It was started in July 1995 by John M. Fisk as a free service. He went on to pursue his studies and become a medical doctor. At Mr. Fisk's request, the publication was sponsored and managed by SSC. The content was always provided by volunteers, including most of the editorial oversight. After those years, the volunteer staff and the management of SSC had a schism. Both the volunteer-run magazine and the magazine run by SSC has been closed down. One way Linux Gazette differed from other, similar, webzines was The Answer Gang. In addition to providing a regular page devoted to questions and answers, questions to The Answer Gang were answered on a mailing list, and the subsequent conversations are edited and published as conversations. This started with an arrangement between Marjorie Richardson and Jim Dennis. She'd forward questions to him; he'd answer them to the original querent and copy her on the reply; then, she'd gather up all of those, and include them in the monthly help desk column. With its motto, "Making Linux just a little more fun", the magazine always had a finger on the pulse of Linux's open, collaborating, and sharing culture. The last issue was published on June 2011.
Bifurcation
Fisk transferred the management of the Linux Gazette to SSC in 1996 in order to pursue medical studies, on the understanding that the publication would continue to be open, free, and non-commercial. In October 2003, the Linux Gazette split into two competing groups. The staff of LinuxGazette.net, however, said that their decision to start their own version of Linux Gazette was due to several factors: SSC's assertion that Linux Gazette would no longer be edited or released in monthly issues, as well as the removal of material from older issues without notifying the authors. SSC attempted to assert trademark claims over the publication. LinuxGazette.net contributing editor Rick Moen, however, addressed this claim in an article for LinuxGazette.net:
The very same day it received our notice of the magazine's departure, SSC, Inc. suddenly filed a US $300 fee and trademark application #78319880 with the USA Patent and Trademark Office, requesting registration of the name "Linux Gazette" as a service mark. On that form, SSC certified that it had used the mark in commerce starting August 1, 1996.... SSC's recent legal claim to hegemony over the name “Linux Gazette” strikes us as outrageously unmerited, and cheeky.
Starting May 30, 2004, the US Patent and Trademark Office Trademark Electronic Business Center's TDR online record showed a USPTO "Office Action" on application #78319880, summarily refusing registration on grounds that the proposed mark "merely describes the subject matter and nature of the applicant's goods and/or services", and also because publishing a journal is not per se a "service" within the meaning of the term in trademark law. The notice gave SSC six months to cure these deficiencies. On Dec. 27, 2004, USPTO's follow-up Notice of Abandonment ruled that "The trademark application below was abandoned because a response to the Office Action mailed on 05-30-2004 was not received within the 6-month response period", adding that any request for reinstatement would have to be received within two additional months. On Jan. 6, 2005, USPTO noted return of its Notice of Abandonment by the post office: "Not deliverable as addressed. Unable to forward." The magazine run by SSC was closed down, and for an undisclosed reason the volunteer-run magazine was also abandoned. In early 2006, SSC closed the Web site at LinuxGazette.com, and made it an HTTP redirect to the Linux Journal site.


▶ **TASK DIRECTIONS**
Please state how many lines of the data contain "dashed". The number by itself is enough.

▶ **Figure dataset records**
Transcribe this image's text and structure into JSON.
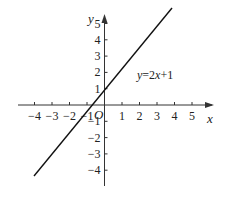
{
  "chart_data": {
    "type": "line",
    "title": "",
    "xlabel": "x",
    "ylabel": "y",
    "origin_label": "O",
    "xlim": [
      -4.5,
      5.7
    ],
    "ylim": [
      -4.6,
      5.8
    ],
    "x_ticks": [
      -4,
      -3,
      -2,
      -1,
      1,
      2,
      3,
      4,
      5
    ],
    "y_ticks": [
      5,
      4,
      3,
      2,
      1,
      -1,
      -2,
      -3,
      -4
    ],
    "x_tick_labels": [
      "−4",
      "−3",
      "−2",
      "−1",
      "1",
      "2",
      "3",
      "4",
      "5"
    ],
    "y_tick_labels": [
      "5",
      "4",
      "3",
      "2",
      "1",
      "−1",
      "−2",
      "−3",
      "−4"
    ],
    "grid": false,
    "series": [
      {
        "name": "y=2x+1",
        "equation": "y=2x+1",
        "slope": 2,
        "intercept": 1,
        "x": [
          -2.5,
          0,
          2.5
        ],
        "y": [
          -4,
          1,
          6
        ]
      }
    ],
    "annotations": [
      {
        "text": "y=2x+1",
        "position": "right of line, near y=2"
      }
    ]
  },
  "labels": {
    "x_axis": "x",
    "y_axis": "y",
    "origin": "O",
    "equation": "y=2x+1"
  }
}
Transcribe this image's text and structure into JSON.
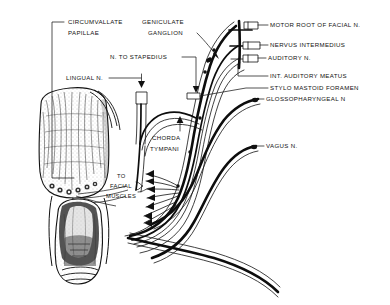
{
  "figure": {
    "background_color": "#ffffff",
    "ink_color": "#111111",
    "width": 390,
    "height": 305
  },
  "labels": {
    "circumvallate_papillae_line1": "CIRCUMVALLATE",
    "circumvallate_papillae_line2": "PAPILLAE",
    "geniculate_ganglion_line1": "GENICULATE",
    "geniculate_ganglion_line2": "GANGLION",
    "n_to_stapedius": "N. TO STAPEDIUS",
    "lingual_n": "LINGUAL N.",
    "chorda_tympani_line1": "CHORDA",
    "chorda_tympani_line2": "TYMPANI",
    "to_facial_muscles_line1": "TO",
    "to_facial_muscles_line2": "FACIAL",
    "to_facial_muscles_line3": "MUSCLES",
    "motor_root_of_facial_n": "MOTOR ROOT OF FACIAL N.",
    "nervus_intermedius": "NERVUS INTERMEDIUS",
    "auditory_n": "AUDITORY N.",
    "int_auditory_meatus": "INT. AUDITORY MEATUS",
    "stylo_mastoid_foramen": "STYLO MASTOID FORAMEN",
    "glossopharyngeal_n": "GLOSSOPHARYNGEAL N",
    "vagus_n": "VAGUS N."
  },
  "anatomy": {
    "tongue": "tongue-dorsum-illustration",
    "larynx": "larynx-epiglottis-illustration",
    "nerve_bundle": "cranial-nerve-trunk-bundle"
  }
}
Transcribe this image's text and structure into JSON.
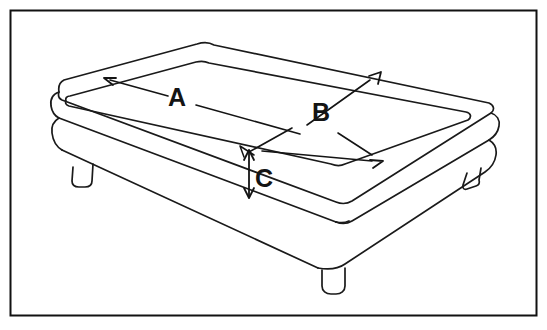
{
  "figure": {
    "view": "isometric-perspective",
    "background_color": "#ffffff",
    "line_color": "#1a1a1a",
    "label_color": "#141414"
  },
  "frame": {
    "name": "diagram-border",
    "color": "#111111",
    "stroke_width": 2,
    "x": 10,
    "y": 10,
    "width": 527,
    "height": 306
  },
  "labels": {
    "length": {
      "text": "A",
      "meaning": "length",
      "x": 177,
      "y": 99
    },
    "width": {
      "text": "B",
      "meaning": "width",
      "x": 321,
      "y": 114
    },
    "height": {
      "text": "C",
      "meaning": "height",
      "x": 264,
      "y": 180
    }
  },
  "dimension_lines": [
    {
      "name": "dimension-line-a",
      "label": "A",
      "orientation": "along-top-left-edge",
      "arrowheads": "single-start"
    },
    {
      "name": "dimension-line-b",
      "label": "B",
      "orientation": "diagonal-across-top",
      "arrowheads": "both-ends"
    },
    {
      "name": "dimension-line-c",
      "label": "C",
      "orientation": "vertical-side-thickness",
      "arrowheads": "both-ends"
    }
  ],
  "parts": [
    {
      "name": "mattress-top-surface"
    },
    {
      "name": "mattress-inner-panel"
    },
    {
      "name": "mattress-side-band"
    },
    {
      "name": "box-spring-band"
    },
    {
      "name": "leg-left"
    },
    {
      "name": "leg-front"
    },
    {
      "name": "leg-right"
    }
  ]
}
...
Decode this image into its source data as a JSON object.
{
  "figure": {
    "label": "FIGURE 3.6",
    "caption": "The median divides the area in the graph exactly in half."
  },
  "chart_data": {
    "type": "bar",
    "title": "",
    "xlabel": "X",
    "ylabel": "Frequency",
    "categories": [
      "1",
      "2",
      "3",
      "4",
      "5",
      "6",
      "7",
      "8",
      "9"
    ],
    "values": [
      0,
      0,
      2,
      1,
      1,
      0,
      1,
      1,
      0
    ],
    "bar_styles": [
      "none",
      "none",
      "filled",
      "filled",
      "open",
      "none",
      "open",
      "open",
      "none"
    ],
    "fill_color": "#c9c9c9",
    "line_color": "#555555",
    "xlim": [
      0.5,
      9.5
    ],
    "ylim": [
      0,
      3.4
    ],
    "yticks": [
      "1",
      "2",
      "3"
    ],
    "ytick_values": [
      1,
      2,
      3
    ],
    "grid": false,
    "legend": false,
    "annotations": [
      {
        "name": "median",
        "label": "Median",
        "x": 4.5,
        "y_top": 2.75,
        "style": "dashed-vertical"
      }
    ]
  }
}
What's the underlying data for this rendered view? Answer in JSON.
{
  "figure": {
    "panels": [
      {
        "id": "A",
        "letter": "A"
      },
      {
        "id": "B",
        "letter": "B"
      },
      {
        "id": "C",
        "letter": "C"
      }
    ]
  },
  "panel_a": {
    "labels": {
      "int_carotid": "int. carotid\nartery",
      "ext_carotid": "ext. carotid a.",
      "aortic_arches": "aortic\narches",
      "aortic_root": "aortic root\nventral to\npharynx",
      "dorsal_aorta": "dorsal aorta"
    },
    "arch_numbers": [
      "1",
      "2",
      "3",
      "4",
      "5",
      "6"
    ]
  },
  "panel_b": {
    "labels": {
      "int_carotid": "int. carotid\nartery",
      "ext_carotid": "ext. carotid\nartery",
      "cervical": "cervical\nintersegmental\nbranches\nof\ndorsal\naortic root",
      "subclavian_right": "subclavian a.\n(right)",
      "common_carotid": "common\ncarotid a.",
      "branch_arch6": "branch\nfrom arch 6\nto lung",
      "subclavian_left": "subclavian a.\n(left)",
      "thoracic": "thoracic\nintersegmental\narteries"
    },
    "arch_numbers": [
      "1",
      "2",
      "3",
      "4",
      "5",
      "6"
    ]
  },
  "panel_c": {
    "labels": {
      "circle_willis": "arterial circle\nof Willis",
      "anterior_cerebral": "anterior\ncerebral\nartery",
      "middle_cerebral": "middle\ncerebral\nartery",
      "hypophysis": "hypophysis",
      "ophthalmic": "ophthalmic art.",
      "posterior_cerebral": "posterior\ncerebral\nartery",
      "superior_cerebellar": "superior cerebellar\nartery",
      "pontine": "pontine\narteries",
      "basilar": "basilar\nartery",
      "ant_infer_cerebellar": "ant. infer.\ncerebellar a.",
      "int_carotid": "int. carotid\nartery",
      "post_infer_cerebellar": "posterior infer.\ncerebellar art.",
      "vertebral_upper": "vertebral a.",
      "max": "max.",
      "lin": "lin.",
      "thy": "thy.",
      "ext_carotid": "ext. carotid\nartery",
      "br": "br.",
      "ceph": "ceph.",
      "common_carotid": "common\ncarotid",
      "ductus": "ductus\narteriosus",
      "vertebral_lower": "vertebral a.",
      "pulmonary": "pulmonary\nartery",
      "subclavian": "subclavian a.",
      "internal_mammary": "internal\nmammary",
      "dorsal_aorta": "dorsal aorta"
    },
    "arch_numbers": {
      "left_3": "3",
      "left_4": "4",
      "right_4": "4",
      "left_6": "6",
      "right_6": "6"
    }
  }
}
==
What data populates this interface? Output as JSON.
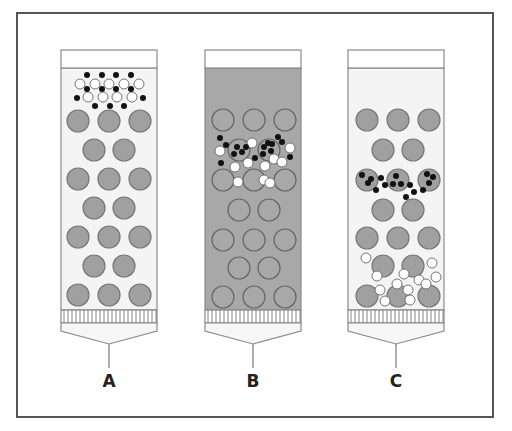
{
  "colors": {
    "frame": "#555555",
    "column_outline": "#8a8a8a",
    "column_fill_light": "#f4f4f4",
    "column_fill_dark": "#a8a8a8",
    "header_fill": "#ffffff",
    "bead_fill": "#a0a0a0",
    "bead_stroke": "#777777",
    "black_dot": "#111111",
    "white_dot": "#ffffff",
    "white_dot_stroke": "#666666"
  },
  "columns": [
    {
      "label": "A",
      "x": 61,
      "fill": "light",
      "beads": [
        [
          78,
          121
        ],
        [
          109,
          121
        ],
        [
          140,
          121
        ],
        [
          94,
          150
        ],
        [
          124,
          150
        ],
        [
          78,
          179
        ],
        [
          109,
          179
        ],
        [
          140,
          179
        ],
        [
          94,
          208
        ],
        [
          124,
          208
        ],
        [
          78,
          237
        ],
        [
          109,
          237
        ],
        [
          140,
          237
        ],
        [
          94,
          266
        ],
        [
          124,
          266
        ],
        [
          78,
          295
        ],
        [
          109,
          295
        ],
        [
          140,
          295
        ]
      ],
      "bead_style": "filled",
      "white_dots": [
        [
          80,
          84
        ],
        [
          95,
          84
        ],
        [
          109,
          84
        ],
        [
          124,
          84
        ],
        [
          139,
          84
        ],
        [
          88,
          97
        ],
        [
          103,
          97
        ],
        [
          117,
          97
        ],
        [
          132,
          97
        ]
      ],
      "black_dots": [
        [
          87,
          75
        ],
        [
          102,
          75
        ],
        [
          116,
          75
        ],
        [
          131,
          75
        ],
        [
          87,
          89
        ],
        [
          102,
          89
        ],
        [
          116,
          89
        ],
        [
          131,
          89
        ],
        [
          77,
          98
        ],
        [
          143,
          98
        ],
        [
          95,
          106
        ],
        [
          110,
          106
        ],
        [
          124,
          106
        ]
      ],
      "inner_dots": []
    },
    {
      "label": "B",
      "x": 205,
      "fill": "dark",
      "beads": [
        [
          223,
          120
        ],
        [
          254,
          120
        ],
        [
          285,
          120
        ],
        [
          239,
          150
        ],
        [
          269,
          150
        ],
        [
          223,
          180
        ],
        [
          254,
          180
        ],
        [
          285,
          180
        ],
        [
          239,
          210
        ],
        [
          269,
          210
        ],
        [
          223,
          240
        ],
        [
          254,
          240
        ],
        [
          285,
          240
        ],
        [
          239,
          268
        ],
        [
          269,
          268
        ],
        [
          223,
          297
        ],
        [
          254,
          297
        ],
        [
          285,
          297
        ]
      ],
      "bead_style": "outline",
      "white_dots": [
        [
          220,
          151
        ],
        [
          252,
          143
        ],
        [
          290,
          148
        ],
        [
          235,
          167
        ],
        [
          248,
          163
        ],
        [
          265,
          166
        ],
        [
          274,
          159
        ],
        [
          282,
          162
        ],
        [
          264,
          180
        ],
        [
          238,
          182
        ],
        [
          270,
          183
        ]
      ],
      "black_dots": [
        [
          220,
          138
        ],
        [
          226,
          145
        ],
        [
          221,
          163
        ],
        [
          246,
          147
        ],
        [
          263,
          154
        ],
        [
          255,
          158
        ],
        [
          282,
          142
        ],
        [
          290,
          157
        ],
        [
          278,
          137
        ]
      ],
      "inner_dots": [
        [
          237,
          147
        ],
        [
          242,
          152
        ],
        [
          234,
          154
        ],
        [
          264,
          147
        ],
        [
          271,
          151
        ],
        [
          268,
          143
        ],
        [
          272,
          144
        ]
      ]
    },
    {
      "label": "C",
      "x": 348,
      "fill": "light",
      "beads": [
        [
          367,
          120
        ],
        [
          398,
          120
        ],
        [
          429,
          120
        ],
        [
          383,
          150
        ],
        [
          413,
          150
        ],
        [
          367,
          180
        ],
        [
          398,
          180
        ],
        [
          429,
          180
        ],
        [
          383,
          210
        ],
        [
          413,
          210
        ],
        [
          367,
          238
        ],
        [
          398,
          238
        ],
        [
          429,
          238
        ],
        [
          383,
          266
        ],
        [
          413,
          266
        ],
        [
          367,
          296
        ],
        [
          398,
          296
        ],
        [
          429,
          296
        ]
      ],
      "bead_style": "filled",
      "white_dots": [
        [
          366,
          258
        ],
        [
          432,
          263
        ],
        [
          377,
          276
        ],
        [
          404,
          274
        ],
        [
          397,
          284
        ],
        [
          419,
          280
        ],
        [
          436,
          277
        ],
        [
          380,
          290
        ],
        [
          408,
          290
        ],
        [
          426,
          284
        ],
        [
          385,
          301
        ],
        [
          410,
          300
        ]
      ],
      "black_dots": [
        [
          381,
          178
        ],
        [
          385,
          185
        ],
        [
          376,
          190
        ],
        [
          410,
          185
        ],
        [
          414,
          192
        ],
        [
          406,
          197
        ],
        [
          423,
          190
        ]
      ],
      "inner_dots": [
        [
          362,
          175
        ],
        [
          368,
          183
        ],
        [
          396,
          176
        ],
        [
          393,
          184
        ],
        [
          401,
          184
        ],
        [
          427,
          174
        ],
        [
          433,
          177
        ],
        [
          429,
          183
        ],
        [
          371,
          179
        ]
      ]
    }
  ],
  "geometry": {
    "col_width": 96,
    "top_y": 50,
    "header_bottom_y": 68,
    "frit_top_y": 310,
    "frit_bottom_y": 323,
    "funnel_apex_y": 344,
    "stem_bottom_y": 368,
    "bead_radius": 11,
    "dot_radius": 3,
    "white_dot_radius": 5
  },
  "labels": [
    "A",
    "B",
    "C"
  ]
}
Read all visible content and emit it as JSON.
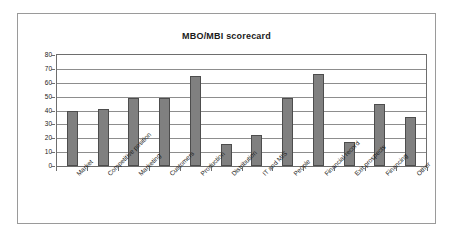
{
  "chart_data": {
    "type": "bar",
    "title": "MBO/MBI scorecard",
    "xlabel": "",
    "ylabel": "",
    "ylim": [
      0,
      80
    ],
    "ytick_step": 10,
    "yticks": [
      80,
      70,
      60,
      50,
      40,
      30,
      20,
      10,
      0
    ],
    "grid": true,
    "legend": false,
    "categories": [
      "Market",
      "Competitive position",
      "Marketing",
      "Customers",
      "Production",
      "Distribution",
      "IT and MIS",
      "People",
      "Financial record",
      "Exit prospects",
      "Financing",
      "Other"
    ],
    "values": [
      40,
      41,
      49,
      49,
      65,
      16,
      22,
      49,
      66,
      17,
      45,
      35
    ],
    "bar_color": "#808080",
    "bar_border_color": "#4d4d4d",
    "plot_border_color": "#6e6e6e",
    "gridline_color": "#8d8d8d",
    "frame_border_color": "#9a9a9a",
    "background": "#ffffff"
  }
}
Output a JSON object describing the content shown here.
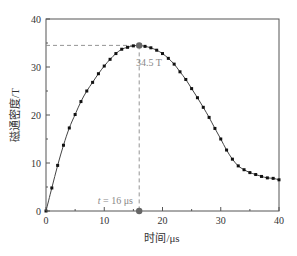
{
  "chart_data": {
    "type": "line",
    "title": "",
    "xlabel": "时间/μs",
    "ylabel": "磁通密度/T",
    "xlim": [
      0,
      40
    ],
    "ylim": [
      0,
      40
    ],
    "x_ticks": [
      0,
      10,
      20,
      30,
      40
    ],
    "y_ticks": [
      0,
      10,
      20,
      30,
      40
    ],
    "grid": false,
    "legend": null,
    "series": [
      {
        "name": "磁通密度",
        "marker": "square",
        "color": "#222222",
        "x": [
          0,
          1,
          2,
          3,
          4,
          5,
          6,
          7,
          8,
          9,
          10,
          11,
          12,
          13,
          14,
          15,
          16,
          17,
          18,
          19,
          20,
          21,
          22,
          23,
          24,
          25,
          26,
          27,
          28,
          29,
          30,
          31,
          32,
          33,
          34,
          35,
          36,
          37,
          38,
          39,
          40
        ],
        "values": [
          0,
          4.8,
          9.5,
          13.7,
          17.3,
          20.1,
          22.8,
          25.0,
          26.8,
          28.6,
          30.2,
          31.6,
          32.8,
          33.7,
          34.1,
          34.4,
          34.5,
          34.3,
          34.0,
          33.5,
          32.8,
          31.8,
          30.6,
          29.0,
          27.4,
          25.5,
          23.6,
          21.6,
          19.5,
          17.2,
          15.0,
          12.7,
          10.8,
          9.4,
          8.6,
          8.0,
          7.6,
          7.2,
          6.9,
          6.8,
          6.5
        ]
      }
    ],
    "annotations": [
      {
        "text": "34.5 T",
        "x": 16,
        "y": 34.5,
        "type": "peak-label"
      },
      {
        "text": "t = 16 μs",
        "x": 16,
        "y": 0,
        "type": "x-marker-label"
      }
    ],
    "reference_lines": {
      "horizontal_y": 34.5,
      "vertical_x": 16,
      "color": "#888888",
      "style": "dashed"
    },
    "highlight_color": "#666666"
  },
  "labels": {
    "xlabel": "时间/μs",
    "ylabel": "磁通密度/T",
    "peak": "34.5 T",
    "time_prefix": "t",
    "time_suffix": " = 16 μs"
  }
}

▶ **EXPECTED ANSWER**
2